In a note last week titled “The Structural and Cyclical Costs of Brexit,” the Wall Street bank estimated that the UK economy grew by 5% over the past eight years compared with other similar countries.
However, the bank said the real hit to the UK economy could be between 4% and 8% of real GDP, acknowledging the difficulties of extracting the impact of Brexit from other concurrent economic events including the coronavirus. Pandemic and energy crisis 2022. Real GDP is a measure of growth that has been adjusted for inflation.
Goldman Sachs attributed the economic deficit to three main factors: a decline in trade; weak business investment; and labor shortages as a result of reduced immigration from the European Union.
A Treasury spokesperson told CNBC the government is “making the most of Brexit freedoms to grow the economy,” including scrapping the EU's financial services law, which it said could open the door to potential £100 billion worth of investment. ($125 billion) over the next decade. .
Trade and investment decline
The United Kingdom voted 52% to 48% to leave the European Union on 23 June 2016, but officially left the Union on 31 January 2020.
Over that period to date, UK goods trade has underperformed other advanced economies by around 15% since the Leave vote, the bank estimates, while business investment has fallen “significantly below” pre-referendum levels.
Meanwhile, migration from the EU – the main pledge of the Vote Leave campaign – declined only to be replaced by a less economically active group of non-EU migrants, especially students, the research said.
“Taken together, the evidence points to a significant long-term production cost of Brexit,” the report’s authors said.
The bank noted that the decline in trade was in line with expectations and that the weak performance in investment was “more pronounced” than expected. However, he said shifts in migration patterns constituted the most significant cyclical implications for the UK economy – and inflation in particular.
“The change in post-Brexit migration flows reduced the elasticity of UK labor supply, which contributed to higher post-pandemic inflation and points to more cyclical labor market fluctuations and inflation pressures ahead,” the report said.
She said the UK's real GDP per capita had barely risen above pre-Covid levels, and was currently 4% above the mid-2016 level. This compares to 8% for the eurozone and 15% for the US.
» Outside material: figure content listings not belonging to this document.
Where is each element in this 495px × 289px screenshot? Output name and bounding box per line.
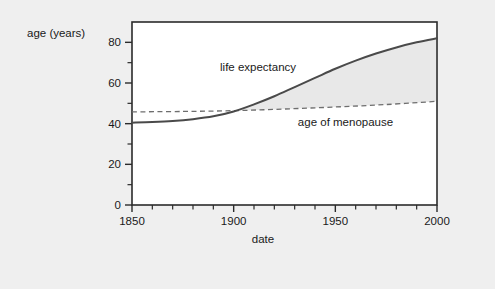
y-tick-label: 80 [108,36,121,48]
life-expectancy-label: life expectancy [220,61,296,73]
life-expectancy-vs-menopause-chart: 020406080 1850190019502000 age (years) d… [0,0,495,289]
x-tick-label: 2000 [424,215,450,227]
y-axis-tick-labels: 020406080 [108,36,121,211]
y-tick-label: 60 [108,77,121,89]
y-tick-label: 0 [115,199,121,211]
y-axis-title: age (years) [27,27,85,39]
x-axis-tick-labels: 1850190019502000 [119,215,450,227]
y-tick-label: 20 [108,158,121,170]
y-axis-ticks [125,42,132,205]
figure-container: 020406080 1850190019502000 age (years) d… [0,0,495,289]
x-axis-ticks [132,205,437,212]
y-tick-label: 40 [108,118,121,130]
x-axis-title: date [252,233,274,245]
x-tick-label: 1850 [119,215,145,227]
age-of-menopause-label: age of menopause [298,116,393,128]
x-tick-label: 1900 [221,215,247,227]
x-tick-label: 1950 [323,215,349,227]
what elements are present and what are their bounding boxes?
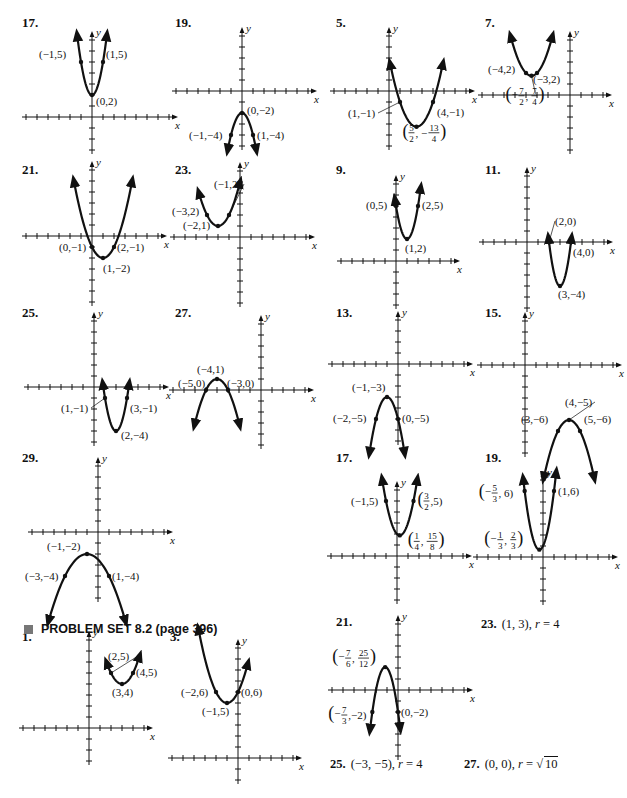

Meanwhile, the UK recorded higher inflation over this period, with UK consumer prices rising by 31% since mid-2016 compared to 27% in the US and 24% in the eurozone.
While the report suggested that new non-EU trade agreements could mitigate the costs of Brexit, estimates suggest that the benefits are likely to be small.
The British government estimates that a free trade agreement with Australia will boost UK GDP by 0.08% per year, while the economic impact of a new trade deal with Switzerland is unclear.
Meanwhile, timelines for potential new trade deals with key partners such as the US and India have not been announced.